ROOK-CLF-9M

A 9M parameter chess move prediction model using a classification approach, reproducing Google DeepMind's "Grandmaster-Level Chess Without Search".

Model Details

Model Description

ROOK-CLF-9M reproduces one specific ablation from the appendix of Ruoss et al. 2024 "Grandmaster-Level Chess Without Search": the 9M parameter model configuration trained on behavior cloning (action prediction only).

What is Reproduced:

  • 9M parameter decoder-only transformer (smallest size from the original paper)
  • Behavior cloning objective (action prediction from state)
  • Architecture: 8 layers, 8 heads, 256 embedding dimension

What is Different:

  • Single training objective (behavior cloning only) vs. three objectives in the full paper
  • Reduced compute/training steps compared to original

Overview:

  • Developed by: Jonathan Rahn, Jenia Jitsev (LAION/JSC), Qi Sun (Tokyo Tech/Sakana AI)
  • Reproduces: 9M parameter ablation from Ruoss et al. 2024 Appendix (arXiv:2402.04494)
  • Model type: LlamaForSequenceClassification
  • Language(s): Chess notation (FEN format)
  • License: MIT
  • Finetuned from: Trained from scratch
  • Demo: Interactive Demo
  • Repository: GitHub
  • Paper: LAION Research Note

Model Architecture

  • Parameters: 9M
  • Layers: 8
  • Attention Heads: 8
  • Hidden Size: 256
  • Context Length: 78 tokens
  • Vocabulary: 32-character base; model embedding size padded to 128

Uses

Direct Use

The model can be used for:

  • Chess move prediction from FEN positions
  • Chess position analysis
  • Educational chess applications
  • Research on strategic reasoning in transformers

Out-of-Scope Use

The model is not suitable for:

  • Tournament-level competitive play
  • Real-time chess engines requiring deep search
  • Analysis of chess variants or non-standard rules

Training Details

Training Data

  • Primary dataset: ChessBench (GDM) 40M positions used for behavior cloning
  • Labels: Best move per position (UCI). Top‑k candidates used for auxiliary evaluation

Training Procedure

Preprocessing

  1. FEN Standardization: Convert positions to standard FEN notation
  2. Fixed-Length Encoding: Pad/truncate to 77 characters
  3. Tokenization: Character-level tokenization + [CLS] token (78 total)
  4. Move Mapping: Convert UCI moves to classification labels (1968 classes)

Training Hyperparameters

  • Framework: HuggingFace Transformers
  • Hardware: 2x NVIDIA RTX 4090
  • Learning Rate: 4e-4
  • Batch Size: 1024
  • Optimizer: AdamW
  • Weight Decay: 0.01
  • Warmup Steps: 500

Evaluation

Metrics

Reported in the LAION research note:

  • Action accuracy (ChessBench 40M, 195k steps): 49%
  • BIG-bench Checkmate-in-One: 57%

Benchmarks

  • BIG-bench Checkmate-in-One: 57% (LAION note)
  • GDM Searchless Chess (ChessBench 40M): 49% action accuracy (LAION note)

Technical Details

Tokenization

The model uses a custom tokenization scheme critical for proper inference:

Step 1: FEN Processing (77 characters fixed)

# Original FEN
fen = "rnbqkbnr/pppppppp/8/8/8/8/PPPPPPPP/RNBQKBNR w KQkq - 0 1"
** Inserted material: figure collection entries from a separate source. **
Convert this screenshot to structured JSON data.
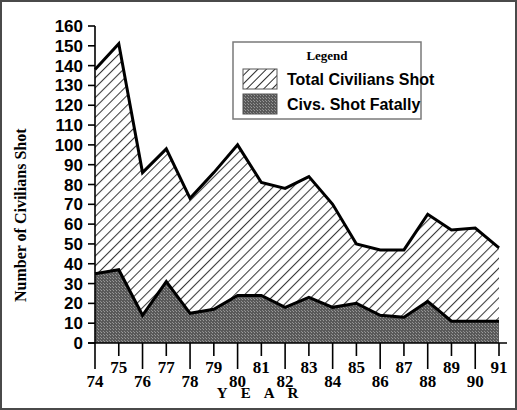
{
  "chart_data": {
    "type": "area",
    "title": "",
    "xlabel": "Y E A R",
    "ylabel": "Number of Civilians Shot",
    "xlim": [
      74,
      91
    ],
    "ylim": [
      0,
      160
    ],
    "ytick_step": 10,
    "grid": false,
    "legend_position": "top-right",
    "legend_title": "Legend",
    "categories": [
      "74",
      "75",
      "76",
      "77",
      "78",
      "79",
      "80",
      "81",
      "82",
      "83",
      "84",
      "85",
      "86",
      "87",
      "88",
      "89",
      "90",
      "91"
    ],
    "yticks": [
      "0",
      "10",
      "20",
      "30",
      "40",
      "50",
      "60",
      "70",
      "80",
      "90",
      "100",
      "110",
      "120",
      "130",
      "140",
      "150",
      "160"
    ],
    "series": [
      {
        "name": "Total Civilians Shot",
        "fill": "diagonal-hatch",
        "color": "#ffffff",
        "values": [
          138,
          151,
          86,
          98,
          73,
          86,
          100,
          81,
          78,
          84,
          70,
          50,
          47,
          47,
          65,
          57,
          58,
          48
        ]
      },
      {
        "name": "Civs. Shot Fatally",
        "fill": "dark-stipple",
        "color": "#595959",
        "values": [
          35,
          37,
          14,
          31,
          15,
          17,
          24,
          24,
          18,
          23,
          18,
          20,
          14,
          13,
          21,
          11,
          11,
          11
        ]
      }
    ]
  },
  "legend": {
    "title": "Legend",
    "items": [
      {
        "label": "Total Civilians Shot",
        "swatch": "hatch-swatch"
      },
      {
        "label": "Civs. Shot Fatally",
        "swatch": "solid-dark-swatch"
      }
    ]
  },
  "axes": {
    "y_title": "Number of Civilians Shot",
    "x_title": "Y E A R"
  },
  "colors": {
    "line": "#000000",
    "fatal_fill": "#595959",
    "total_fill": "#ffffff",
    "frame": "#4a4a4a"
  }
}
# Process FEN to fixed 77-character format:
# 1. Expand numbers to dots (e.g., "8" → "........")
# 2. Remove slashes
# 3. Pad castling to 4 chars, en passant to 2 chars, halfmove to 3 chars, fullmove to 3 chars

def process_fen(fen):
    position, turn, castling, en_passant, halfmove, fullmove = fen.split(" ")
    # Expand empty squares: "8" → "........"
    position = re.sub(r'\d+', lambda m: "." * int(m.group()), position)
    position = position.replace("/", "")  # Remove row separators
    castling = castling.ljust(4, ".")     # Pad to 4 chars
    en_passant = en_passant.ljust(2, ".") # Pad to 2 chars
    halfmove = halfmove.ljust(2, ".") + "." # Pad to 3 chars total
    fullmove = fullmove.ljust(3, ".")     # Pad to 3 chars
    return "".join([position, turn, castling, en_passant, halfmove, fullmove])

# Result: exactly 77 characters
processed = process_fen(fen)
# "rnbqkbnrpppppppp................................PPPPPPPPRNBQKBNRwKQkq-...0..1.."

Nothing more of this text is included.